To stay updated, follow us on Twitter, Instagram, and Facebook @borderstoriesAZ.
– Jeromel
DEEP DIVES
We’re learning about a new report released by Human Rights Watch (HRW) that condemns current U.S. immigration policy and procedure in response to the coronavirus as harming asylum seeker’s lives. About the accounts from detained migrants compiled by the Southern Poverty Law Center (SPLC) and how detained immigrants across the Deep South feel like “sitting ducks” as ICE ignores their safety amid a global pandemic. About the lack of hospitals within the locations of ICE detention facilities where about a third of the 43,000 immigrants in detention as of March 2 were housed at facilities that have only one hospital — or none — with intensive-care beds within 25 miles. We also learned about the demands of Mexico and Central American nations for the U.S. to stop its deportation procedures after a man who the U.S. deported back to Guatemala tested positive for COVID-19.
WEEKLY ROUNDUP
NATION
ENFORCEMENT:
- With US border work on track, rural towns fear virus spread: Would construction of Trump’s border wall and the Keystone XL pipeline through the Canadian Border continue despite the risk of spreading COVID-19 among rural towns and Native American reservations?
- Details on Border Patrol’s new migrant-expulsion effort begin to emerge: Are there any measures being taken by Border Patrol to test, and if need be treat, detained undocumented immigrants from the coronavirus?
- The missing piece in the coronavirus stimulus bill — relief for immigrants: Would the magnitude of the COVID-19 pandemic compel the federal government to help its immigrant population regardless of status that is and will be impacted by it?
RULINGS:
- Judge in Maryland weighs release of two detained immigrants because they are at high risk for the coronavirus: With yet again another lawsuit compelling ICE to release immigrants at high-risk for COVID-19 infections due to inadequate coronavirus prevention measures of its detention centers, would it pressure ICE to release detained migrants?

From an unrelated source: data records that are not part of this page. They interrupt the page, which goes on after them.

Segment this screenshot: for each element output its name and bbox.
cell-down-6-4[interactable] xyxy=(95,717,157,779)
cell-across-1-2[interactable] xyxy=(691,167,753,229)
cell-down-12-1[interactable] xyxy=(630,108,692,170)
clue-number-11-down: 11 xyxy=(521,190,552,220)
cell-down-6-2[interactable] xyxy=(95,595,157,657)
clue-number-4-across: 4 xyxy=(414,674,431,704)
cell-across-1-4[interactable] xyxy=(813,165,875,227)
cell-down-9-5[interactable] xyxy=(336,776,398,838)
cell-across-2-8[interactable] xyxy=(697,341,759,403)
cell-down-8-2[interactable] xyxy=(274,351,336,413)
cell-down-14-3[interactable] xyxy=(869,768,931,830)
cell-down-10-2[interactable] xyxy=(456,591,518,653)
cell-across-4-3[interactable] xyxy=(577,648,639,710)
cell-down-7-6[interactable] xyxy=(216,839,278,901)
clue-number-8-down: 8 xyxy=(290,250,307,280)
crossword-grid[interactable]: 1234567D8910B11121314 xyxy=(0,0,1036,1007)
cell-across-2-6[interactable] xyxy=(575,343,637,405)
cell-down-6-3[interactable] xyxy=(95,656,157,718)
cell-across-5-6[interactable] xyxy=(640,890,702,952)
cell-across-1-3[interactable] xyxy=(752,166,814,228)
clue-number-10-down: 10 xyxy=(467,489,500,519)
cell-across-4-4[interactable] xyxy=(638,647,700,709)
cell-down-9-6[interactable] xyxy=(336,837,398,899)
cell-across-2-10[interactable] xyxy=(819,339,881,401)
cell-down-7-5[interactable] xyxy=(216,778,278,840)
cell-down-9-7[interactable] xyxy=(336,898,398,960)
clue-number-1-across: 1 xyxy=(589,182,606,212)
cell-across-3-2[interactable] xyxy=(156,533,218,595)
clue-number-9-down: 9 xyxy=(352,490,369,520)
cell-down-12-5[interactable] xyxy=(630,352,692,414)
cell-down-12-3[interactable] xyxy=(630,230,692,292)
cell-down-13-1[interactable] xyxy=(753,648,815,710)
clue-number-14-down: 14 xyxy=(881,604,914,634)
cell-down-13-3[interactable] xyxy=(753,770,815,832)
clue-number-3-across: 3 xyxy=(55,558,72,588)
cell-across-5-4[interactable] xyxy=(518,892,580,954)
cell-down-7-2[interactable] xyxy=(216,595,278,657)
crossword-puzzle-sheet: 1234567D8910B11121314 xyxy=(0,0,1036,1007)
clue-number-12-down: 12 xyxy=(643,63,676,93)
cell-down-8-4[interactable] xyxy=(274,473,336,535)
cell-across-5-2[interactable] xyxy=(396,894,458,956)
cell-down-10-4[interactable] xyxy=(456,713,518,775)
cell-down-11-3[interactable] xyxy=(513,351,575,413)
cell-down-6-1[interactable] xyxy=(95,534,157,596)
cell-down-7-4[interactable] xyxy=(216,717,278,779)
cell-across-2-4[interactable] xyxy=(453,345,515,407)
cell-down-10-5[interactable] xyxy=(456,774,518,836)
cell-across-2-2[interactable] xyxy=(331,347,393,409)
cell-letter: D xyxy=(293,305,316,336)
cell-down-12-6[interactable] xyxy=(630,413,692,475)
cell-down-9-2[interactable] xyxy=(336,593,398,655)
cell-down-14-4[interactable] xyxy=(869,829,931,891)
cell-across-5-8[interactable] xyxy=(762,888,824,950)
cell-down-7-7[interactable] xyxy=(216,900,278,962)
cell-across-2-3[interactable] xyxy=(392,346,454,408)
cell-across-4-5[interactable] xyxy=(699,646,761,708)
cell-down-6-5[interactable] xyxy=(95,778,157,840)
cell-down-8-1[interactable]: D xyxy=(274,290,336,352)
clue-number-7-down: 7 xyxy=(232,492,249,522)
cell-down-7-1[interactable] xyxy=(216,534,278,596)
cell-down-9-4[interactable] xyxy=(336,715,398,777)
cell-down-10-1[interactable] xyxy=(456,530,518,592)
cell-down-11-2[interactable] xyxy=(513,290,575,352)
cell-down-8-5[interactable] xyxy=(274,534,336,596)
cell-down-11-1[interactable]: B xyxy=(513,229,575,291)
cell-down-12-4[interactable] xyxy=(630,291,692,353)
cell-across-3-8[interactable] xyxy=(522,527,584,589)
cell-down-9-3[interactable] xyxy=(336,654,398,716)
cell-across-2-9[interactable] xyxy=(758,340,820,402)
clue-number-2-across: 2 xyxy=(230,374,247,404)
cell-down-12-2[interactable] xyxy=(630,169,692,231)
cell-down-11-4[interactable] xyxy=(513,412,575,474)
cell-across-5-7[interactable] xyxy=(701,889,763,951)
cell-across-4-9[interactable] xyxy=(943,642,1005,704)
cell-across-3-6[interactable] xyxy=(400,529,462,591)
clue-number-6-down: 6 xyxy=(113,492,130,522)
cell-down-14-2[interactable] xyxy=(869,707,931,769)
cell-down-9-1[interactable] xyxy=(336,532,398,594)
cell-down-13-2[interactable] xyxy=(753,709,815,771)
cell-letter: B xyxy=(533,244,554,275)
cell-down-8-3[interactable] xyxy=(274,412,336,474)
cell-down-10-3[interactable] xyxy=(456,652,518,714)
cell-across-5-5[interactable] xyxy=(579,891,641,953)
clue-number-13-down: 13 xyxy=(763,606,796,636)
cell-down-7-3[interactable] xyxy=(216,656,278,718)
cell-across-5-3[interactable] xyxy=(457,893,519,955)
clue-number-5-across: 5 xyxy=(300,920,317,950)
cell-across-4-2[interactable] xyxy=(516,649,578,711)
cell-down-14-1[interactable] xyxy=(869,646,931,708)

- Courts order ICE to free some immigrants, but lawmakers call for more action amid pandemic: From their successes to a case-by-case basis, is there a way for lawmakers and legal advocacy groups to facilitate the release of all immigrants before a potential COVID-19 outbreak takes place in detention centers?
ARIZONA:
- Arizona immigrants with medical conditions demand release to prevent COVID-19: With the current lack of COVID-19 preventive measures in ICE detention facilities, would ICE be prepared to handle a coronavirus outbreak in their facilities as they continue to hold immigrants in detention?
- Detainee at La Palma facility in Eloy tests positive for COVID-19: To what extent will ICE continue running its detention centers in light of six detained migrants testing positive for the virus at different detention centers across the country?
CHICAGOLAND:
- Feds ease DACA renewal rules during coronavirus, but court may OK ending program protecting immigrants: For the 32,000 DACA-recipients in the Chicago-area, would the coronavirus pandemic affect the Supreme Court’s upcoming ruling on whether the Trump administration can revoke DACA protections?
CALIFORNIA:
- US sending 540 troops to Mexico border to assist agents during pandemic: How would Border Patrol and U.S. military troops help contribute to containing the pandemic with the new initiative of quickly deporting detained immigrants who may be infected with COVID-19?

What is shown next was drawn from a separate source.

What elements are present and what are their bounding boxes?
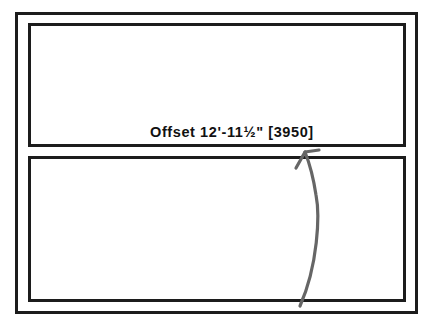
arrow-up-icon [0,0,430,319]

- PedWest crossing temporarily closed as part of changes at the California-Mexico border: How has the restriction for non-essential travel between the U.S. and Mexico impact people in Mexico who would regularly cross the border, like the San Ysidro Port of Entry, back and forth each day to work in the U.S.? Does their work count as essential travel?
TEXAS:
- As coronavirus takes their jobs, benefits, Houston immigrants feel ‘like they suddenly don’t exist’: Would Texas and the federal government address the burdensome impact of the coronavirus pandemic towards immigrant communities in the state and country?
- Man dies by apparent suicide at ICE family detention center: Will legal action against the federal government follow this incident of suicide?